22. Standing Up

If sitting down is about enjoying the unknown, standing up is about not seeing every task as a mountain to climb.  For various reasons, including the design of the chairs we sit on or in, and the things we tend to do when we are sitting, many people actually make sitting more demanding, effortful and tiring than standing.  Because we associate sitting with comfort and relaxation this discomfort belonging to sitting is often hard for people to notice.  Sitting tends to bring on the battle with gravity, or the sense of giving in, collapsing.  This in turn leads to the idea that what is needed is the (painful) effort of sitting-up straight, and the battle continues.  So, for the Alexander Technique, standing-up really begins with truly sitting – and that means giving up the determination to stand.  The chair is there below you.  Is it supporting you?  Is it able to support you?  Are you allowing it to support you?  In asking these questions I could be imagining you sprawled on some giant sofa, leaning back in a supposedly relaxing recliner, or sitting on a simple stool.  Something is supporting you, unless you have just fallen through the floor, and it’s good to know whether it’s you with the chair, or you hovering above the chair, holding yourself up, or you collapsing into the chair.  So, the hope is, with the Alexander Technique, that you are moving, as you stand up, from a position of ease and freedom, so that your head (again) can lead you, taking the spine with it.  Your head actually moves forward and down in a typical action of beginning to stand up, but the strong emphasis in your thinking, in your sense of where you are heading – up! – means that initial movement need not be one of collapse.  Collapse would mean that you have even more of a mountain to climb than you had to begin with.  There’s always something there to support you!  Here it shifts from, mainly, the chair under your pelvis, your sit-bones, to, once you’re on the way to standing, to the floor under your two feet.  So easily we rush that transfer, pulling ourselves up, pressing down with our hands on our thighs, not waiting for the weight to be there, over our feet.  We forget we have legs which are ready to straighten through the big joints of ankle, knee and the head of the femur.  If my head truly leads me – in more senses than one – I will stay whole, I will stay supported.  I will be the mountain rising rather than the straining climber.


* _TASK PROMPT_
Pick out all lines of the entries that include the word "taxes" and copy them.

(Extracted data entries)
====================

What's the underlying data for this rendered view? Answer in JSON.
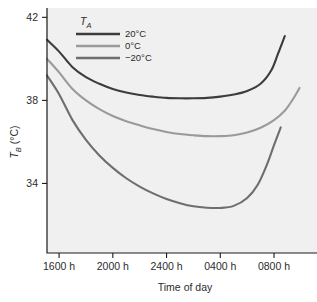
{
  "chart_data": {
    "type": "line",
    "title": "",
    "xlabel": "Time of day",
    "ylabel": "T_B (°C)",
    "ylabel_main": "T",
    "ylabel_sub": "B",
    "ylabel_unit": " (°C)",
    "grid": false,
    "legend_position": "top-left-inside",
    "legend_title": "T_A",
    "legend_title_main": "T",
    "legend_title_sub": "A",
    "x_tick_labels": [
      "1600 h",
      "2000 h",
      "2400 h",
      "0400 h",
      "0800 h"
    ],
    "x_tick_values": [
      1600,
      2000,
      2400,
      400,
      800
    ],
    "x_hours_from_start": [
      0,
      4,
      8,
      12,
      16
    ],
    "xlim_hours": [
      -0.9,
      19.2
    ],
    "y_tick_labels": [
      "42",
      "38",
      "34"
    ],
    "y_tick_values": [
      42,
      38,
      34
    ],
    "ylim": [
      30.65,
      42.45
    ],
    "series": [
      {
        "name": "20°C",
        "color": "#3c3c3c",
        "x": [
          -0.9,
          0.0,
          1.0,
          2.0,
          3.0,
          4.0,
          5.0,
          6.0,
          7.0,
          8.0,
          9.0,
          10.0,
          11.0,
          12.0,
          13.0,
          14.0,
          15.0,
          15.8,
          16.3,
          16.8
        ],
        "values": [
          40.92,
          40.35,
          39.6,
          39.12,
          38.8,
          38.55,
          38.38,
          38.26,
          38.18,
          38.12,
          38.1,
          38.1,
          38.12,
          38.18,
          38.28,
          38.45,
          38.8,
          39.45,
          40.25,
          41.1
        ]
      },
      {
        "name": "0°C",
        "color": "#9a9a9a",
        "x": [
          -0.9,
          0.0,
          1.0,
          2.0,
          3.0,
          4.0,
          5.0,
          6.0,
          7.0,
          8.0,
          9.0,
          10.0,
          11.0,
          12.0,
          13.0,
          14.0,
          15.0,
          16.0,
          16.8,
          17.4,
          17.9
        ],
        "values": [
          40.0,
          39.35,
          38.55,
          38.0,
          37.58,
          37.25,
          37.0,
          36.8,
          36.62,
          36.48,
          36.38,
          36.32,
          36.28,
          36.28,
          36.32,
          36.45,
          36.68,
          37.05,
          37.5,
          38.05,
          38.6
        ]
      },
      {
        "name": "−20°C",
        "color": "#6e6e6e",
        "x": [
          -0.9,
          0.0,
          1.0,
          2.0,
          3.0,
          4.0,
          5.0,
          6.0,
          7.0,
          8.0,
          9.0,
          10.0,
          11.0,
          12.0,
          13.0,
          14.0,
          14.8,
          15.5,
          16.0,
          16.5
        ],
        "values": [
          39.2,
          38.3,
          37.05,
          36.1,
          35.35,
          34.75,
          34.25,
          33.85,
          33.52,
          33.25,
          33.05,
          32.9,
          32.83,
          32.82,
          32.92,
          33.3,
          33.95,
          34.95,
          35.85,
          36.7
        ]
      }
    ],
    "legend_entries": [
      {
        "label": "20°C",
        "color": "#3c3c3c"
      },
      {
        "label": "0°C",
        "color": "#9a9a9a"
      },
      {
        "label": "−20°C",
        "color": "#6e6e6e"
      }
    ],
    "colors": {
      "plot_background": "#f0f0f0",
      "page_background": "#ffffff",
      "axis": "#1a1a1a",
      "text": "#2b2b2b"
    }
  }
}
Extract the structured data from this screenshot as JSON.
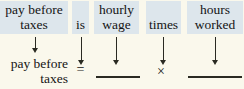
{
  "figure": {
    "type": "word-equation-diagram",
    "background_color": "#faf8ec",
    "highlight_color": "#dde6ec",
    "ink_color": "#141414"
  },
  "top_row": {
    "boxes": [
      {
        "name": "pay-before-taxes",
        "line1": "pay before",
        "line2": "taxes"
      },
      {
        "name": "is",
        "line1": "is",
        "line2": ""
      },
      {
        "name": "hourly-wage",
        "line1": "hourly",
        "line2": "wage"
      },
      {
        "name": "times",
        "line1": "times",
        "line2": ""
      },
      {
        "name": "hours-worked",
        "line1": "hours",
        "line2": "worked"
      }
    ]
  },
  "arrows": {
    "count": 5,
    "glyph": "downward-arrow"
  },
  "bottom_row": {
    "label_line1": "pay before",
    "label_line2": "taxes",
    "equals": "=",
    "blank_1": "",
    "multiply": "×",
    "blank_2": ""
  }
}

====================

* _PROBLEM SOLUTION_
        "name": "pay-before-taxes",
        "line2": "taxes"
    "label_line2": "taxes",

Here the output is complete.